Despite being released just three weeks ago, “Barbie” has been a smash hit, collecting $1.03 billion at the global box office, according to official Warner Bros. estimates.
This achievement makes the writer and director, Greta Gerwig, history as the first female director to make a movie that achieves a billion dollars.
The film was a success thanks to box office sales in some of the world’s largest film markets, including the United Kingdom, Mexico and Australia.
“I’ve been in this game for 30 years, and the Barbie and Barpenheimer phenomenon is as unprecedented as it was unexpected,” senior media analyst Paul Dergarabedian told CNN.
And “Barpenheimer” is a phrase that combines the two films “Barbie” and “Oppenheimer”, as two films that were released at about the same time, and are contradictory in terms of spirit, but they complemented each other, so that they are both mentioned if one of them is mentioned.
According to Der Garabedian, only about 50 films in history have reached $1 billion in grosses.
He added that the film’s marketing campaign was the first hint that “Barbie” would be a box office hit.
He explained that the marketing campaign for “Barbie” set off “a chain of events that led to the addition of the word Barpenheimer to the popular vocabulary.
In an interview with Collider last month, Margot Robbie, who produced the film and plays Barbie, said: “I think I told them they were going to make a billion dollars.”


### TASK DIRECTIONS
Copy nothing but the lines below running from the line containing "pyautogui.click(x=<x>, y=<y>)" through the line containing "The image size is (932, 592).", both end lines included.

### EXERCISE MATERIALS
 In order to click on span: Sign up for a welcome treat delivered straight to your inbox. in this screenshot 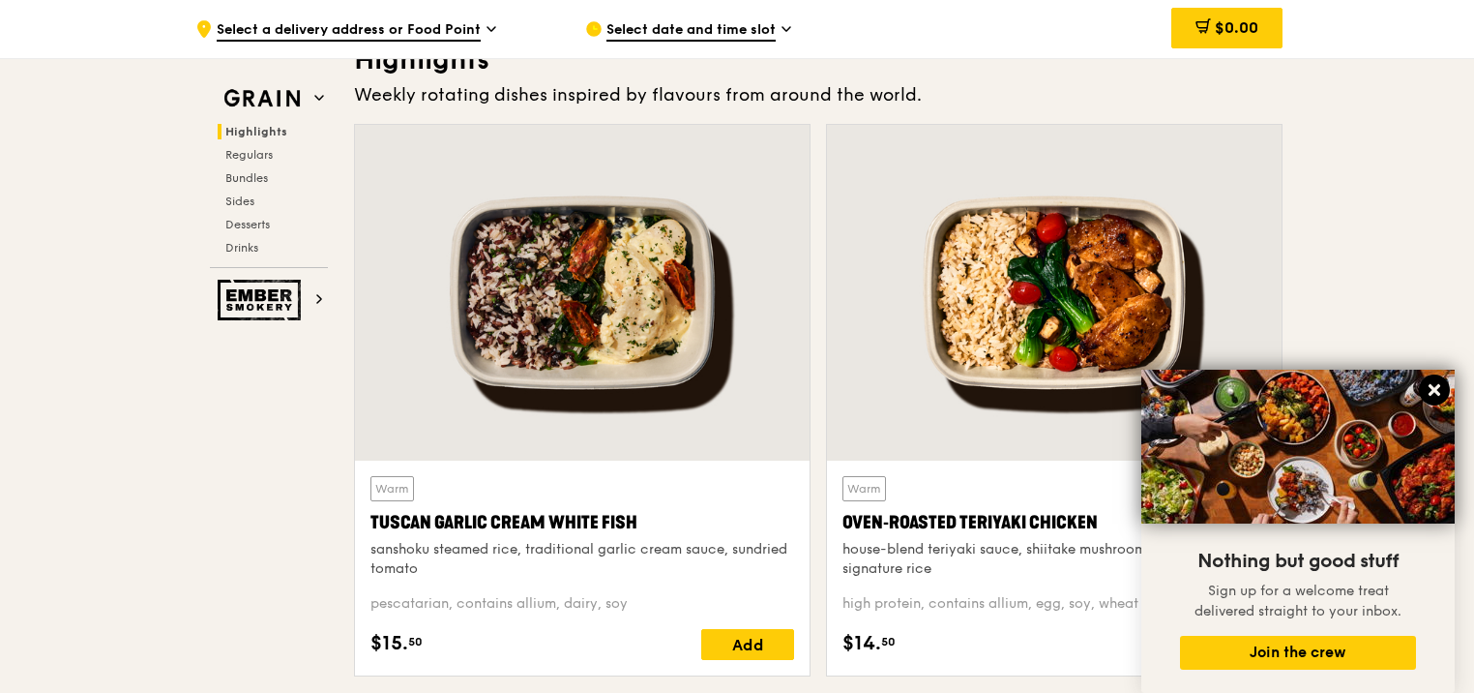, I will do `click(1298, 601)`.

==

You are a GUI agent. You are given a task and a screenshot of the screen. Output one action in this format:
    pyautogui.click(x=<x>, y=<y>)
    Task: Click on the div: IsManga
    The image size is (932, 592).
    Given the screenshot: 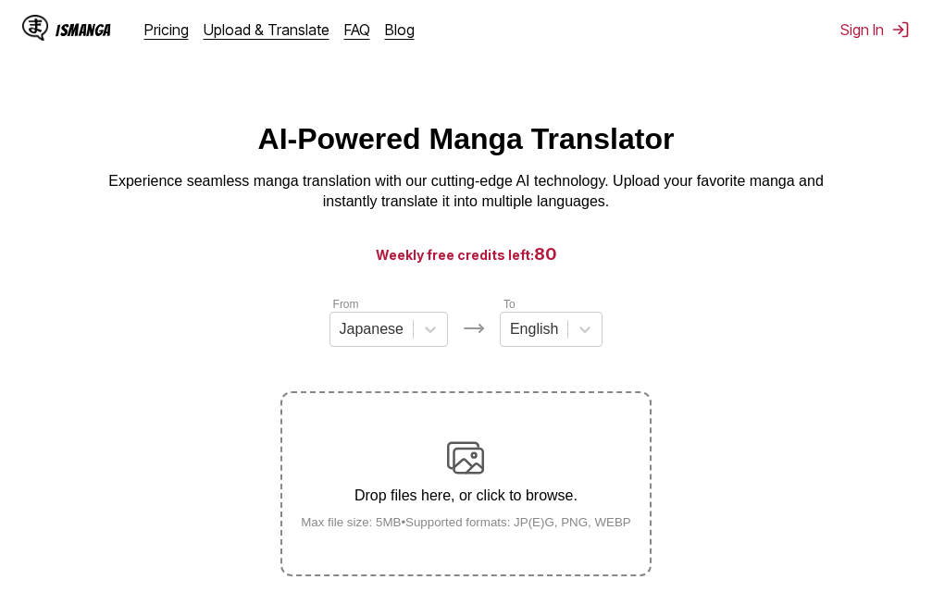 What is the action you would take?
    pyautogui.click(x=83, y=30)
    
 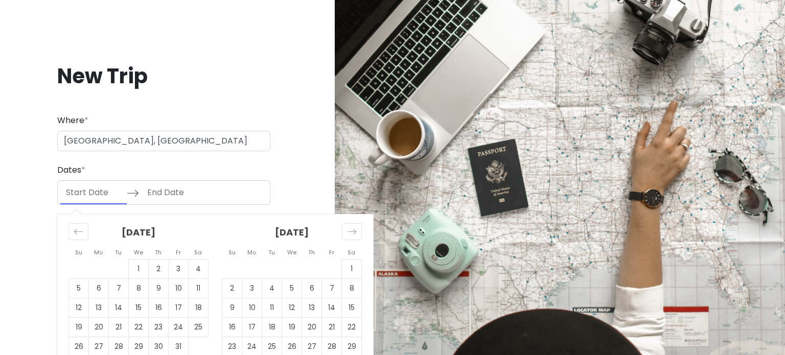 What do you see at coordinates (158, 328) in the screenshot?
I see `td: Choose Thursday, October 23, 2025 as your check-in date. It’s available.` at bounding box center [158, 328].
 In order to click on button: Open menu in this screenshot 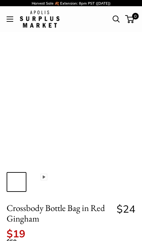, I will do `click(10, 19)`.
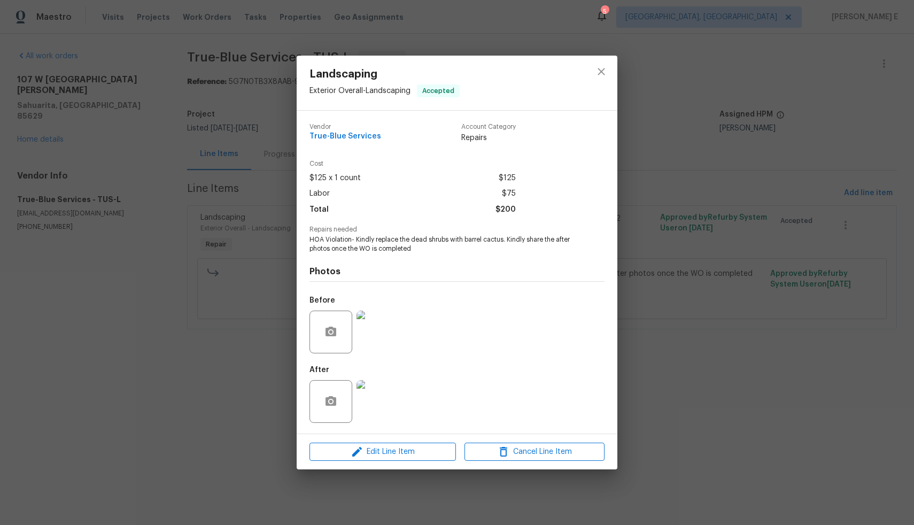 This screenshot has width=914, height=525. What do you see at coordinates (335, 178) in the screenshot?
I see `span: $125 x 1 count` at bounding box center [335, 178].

### SOLUTION TO THIS EXERCISE
    pyautogui.click(x=<x>, y=<y>)
    Task: Click on the div: IsManga
    The image size is (932, 592).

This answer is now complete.